Date of Graduation
Spring 2015
Degree
Master of Arts in English
Department
English
Committee Chair
Jane Hoogestraat
Abstract
This thesis study is a full-length collection of poetry written and/ or revised during my time at Missouri State University. The collection and its critical introduction focuses on the notion of wandering, through place and time and thoughts and words, as a process of discovery or meaning creation. Some gaps or disruptions exist, always, in the ways we create or share meaning; always there's something we can't say but intuit in memory, in communication, in understanding.

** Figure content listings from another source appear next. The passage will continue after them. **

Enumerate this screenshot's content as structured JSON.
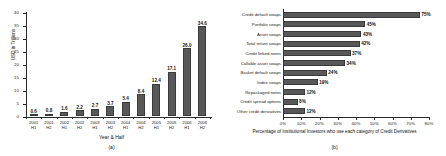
{
  "figure": {
    "panel_a_caption": "(a)",
    "panel_b_caption": "(b)"
  },
  "chart_data": [
    {
      "type": "bar",
      "panel": "(a)",
      "title": "",
      "xlabel": "Year & Half",
      "ylabel": "USD in Trillions",
      "ylim": [
        0,
        40
      ],
      "yticks": [
        0,
        5,
        10,
        15,
        20,
        25,
        30,
        35,
        40
      ],
      "ytick_labels": [
        "0",
        "5",
        "10",
        "15",
        "20",
        "25",
        "30",
        "35",
        "40"
      ],
      "grid": false,
      "orientation": "vertical",
      "categories": [
        "2001 H1",
        "2001 H2",
        "2002 H1",
        "2002 H2",
        "2003 H1",
        "2003 H2",
        "2004 H1",
        "2004 H2",
        "2005 H1",
        "2005 H2",
        "2006 H1",
        "2006 H2"
      ],
      "category_lines": [
        [
          "2001",
          "H1"
        ],
        [
          "2001",
          "H2"
        ],
        [
          "2002",
          "H1"
        ],
        [
          "2002",
          "H2"
        ],
        [
          "2003",
          "H1"
        ],
        [
          "2003",
          "H2"
        ],
        [
          "2004",
          "H1"
        ],
        [
          "2004",
          "H2"
        ],
        [
          "2005",
          "H1"
        ],
        [
          "2005",
          "H2"
        ],
        [
          "2006",
          "H1"
        ],
        [
          "2006",
          "H2"
        ]
      ],
      "values": [
        0.6,
        0.8,
        1.6,
        2.2,
        2.7,
        3.7,
        5.4,
        8.4,
        12.4,
        17.1,
        26.0,
        34.6
      ],
      "value_labels": [
        "0.6",
        "0.8",
        "1.6",
        "2.2",
        "2.7",
        "3.7",
        "5.4",
        "8.4",
        "12.4",
        "17.1",
        "26.0",
        "34.6"
      ],
      "bar_color": "#585858"
    },
    {
      "type": "bar",
      "panel": "(b)",
      "title": "",
      "xlabel": "Percentage of Institutional Investors who use each category of Credit Derivatives",
      "ylabel": "",
      "xlim": [
        0,
        80
      ],
      "xticks": [
        0,
        10,
        20,
        30,
        40,
        50,
        60,
        70,
        80
      ],
      "xtick_labels": [
        "0%",
        "10%",
        "20%",
        "30%",
        "40%",
        "50%",
        "60%",
        "70%",
        "80%"
      ],
      "grid": false,
      "orientation": "horizontal",
      "categories": [
        "Credit default swaps",
        "Portfolio swaps",
        "Asset swaps",
        "Total return swaps",
        "Credit linked notes",
        "Callable asset swaps",
        "Basket default swaps",
        "Index swaps",
        "Repackaged notes",
        "Credit spread options",
        "Other credit derivatives"
      ],
      "values": [
        75,
        45,
        43,
        42,
        37,
        34,
        24,
        19,
        12,
        8,
        12
      ],
      "value_labels": [
        "75%",
        "45%",
        "43%",
        "42%",
        "37%",
        "34%",
        "24%",
        "19%",
        "12%",
        "8%",
        "12%"
      ],
      "bar_color": "#585858"
    }
  ]
}
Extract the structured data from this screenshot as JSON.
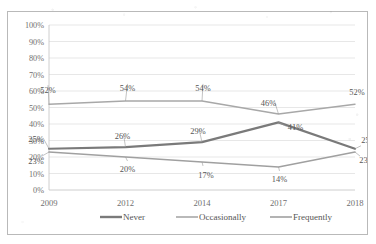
{
  "chart_data": {
    "type": "line",
    "title": "",
    "subtitle": "",
    "xlabel": "",
    "ylabel": "",
    "categories": [
      "2009",
      "2012",
      "2014",
      "2017",
      "2018"
    ],
    "x": [
      "2009",
      "2012",
      "2014",
      "2017",
      "2018"
    ],
    "ylim": [
      0,
      100
    ],
    "ytick_labels": [
      "100%",
      "90%",
      "80%",
      "70%",
      "60%",
      "50%",
      "40%",
      "30%",
      "20%",
      "10%",
      "0%"
    ],
    "ytick_values": [
      100,
      90,
      80,
      70,
      60,
      50,
      40,
      30,
      20,
      10,
      0
    ],
    "grid": true,
    "grid_axis": "y",
    "legend_position": "bottom",
    "value_labels": true,
    "value_label_suffix": "%",
    "series": [
      {
        "name": "Never",
        "color": "#7a7a7a",
        "width": 2.2,
        "values": [
          25,
          26,
          29,
          41,
          25
        ],
        "labels": [
          "25%",
          "26%",
          "29%",
          "41%",
          "25%"
        ]
      },
      {
        "name": "Occasionally",
        "color": "#a8a8a8",
        "width": 1.5,
        "values": [
          52,
          54,
          54,
          46,
          52
        ],
        "labels": [
          "52%",
          "54%",
          "54%",
          "46%",
          "52%"
        ]
      },
      {
        "name": "Frequently",
        "color": "#a0a0a0",
        "width": 1.5,
        "values": [
          23,
          20,
          17,
          14,
          23
        ],
        "labels": [
          "23%",
          "20%",
          "17%",
          "14%",
          "23%"
        ]
      }
    ]
  },
  "legend": {
    "items": [
      {
        "label": "Never",
        "color": "#7a7a7a",
        "width": 2.4
      },
      {
        "label": "Occasionally",
        "color": "#a8a8a8",
        "width": 1.6
      },
      {
        "label": "Frequently",
        "color": "#a0a0a0",
        "width": 1.6
      }
    ]
  }
}
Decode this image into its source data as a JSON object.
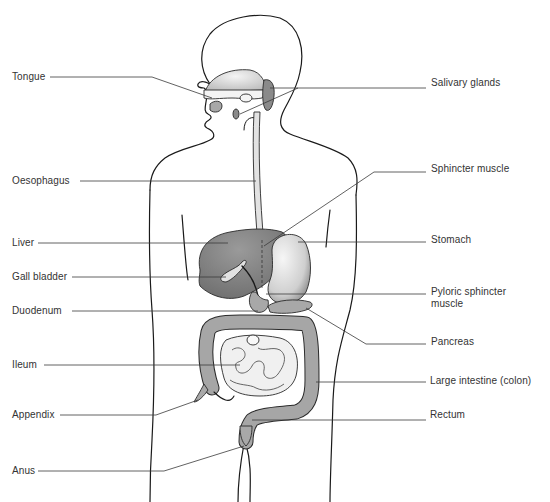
{
  "diagram": {
    "colors": {
      "background": "#ffffff",
      "outline": "#1a1a1a",
      "organ_dark": "#8a8a8a",
      "organ_light": "#e2e2e2",
      "label_text": "#333333"
    },
    "labels_left": [
      {
        "id": "tongue",
        "text": "Tongue"
      },
      {
        "id": "oesophagus",
        "text": "Oesophagus"
      },
      {
        "id": "liver",
        "text": "Liver"
      },
      {
        "id": "gall-bladder",
        "text": "Gall bladder"
      },
      {
        "id": "duodenum",
        "text": "Duodenum"
      },
      {
        "id": "ileum",
        "text": "Ileum"
      },
      {
        "id": "appendix",
        "text": "Appendix"
      },
      {
        "id": "anus",
        "text": "Anus"
      }
    ],
    "labels_right": [
      {
        "id": "salivary-glands",
        "text": "Salivary glands"
      },
      {
        "id": "sphincter-muscle",
        "text": "Sphincter muscle"
      },
      {
        "id": "stomach",
        "text": "Stomach"
      },
      {
        "id": "pyloric-sphincter",
        "text": "Pyloric sphincter",
        "text2": "muscle"
      },
      {
        "id": "pancreas",
        "text": "Pancreas"
      },
      {
        "id": "large-intestine",
        "text": "Large intestine (colon)"
      },
      {
        "id": "rectum",
        "text": "Rectum"
      }
    ]
  }
}
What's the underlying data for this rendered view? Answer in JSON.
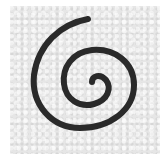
{
  "image": {
    "subject": "hand-drawn spiral",
    "stroke_color": "#2a2a2a",
    "background_color": "#e6e6e6",
    "border_color": "#ffffff"
  }
}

If we remove from our poetry the gaps in language or stories that stand in for vagaries or voids in experience, if we use dramatic situation, emotional transfer, or narration to close too tightly the byways of exploration, or if the point of our poem is always to create or convey meaning to our readers, then we limit the musicality and utility of poetry. On the other hand, if we write poems that allow for a degree complexity and strangeness that lies just the other side of familiar or expected, we get more at the reality of our nature of understanding, which is truly skittery and dynamic. To this end, my poetry pays a lot of attention to intellectual qualities of time (the idea of the separation between the Stevens' theory of "cry and occasion” within in a poem) and space (the idea of these gaps of ineffability and the tension surrounding them); the poems pay special attention to the play of language and sound; and contain themes of nature (especially Ozarks-based nature) and science, praise and curiosity, dailiness and strangeness.
Keywords
psalms, nature, Ozarks, science, dailiness, time, gaps, space, flight, Biosphere II
Subject Categories
English Language and Literature
Copyright
© Katrina B. Murr
Recommended Citation
Murr, Katrina B., "The Science Is Only Seasonal" (2015). MSU Graduate Theses. 1147.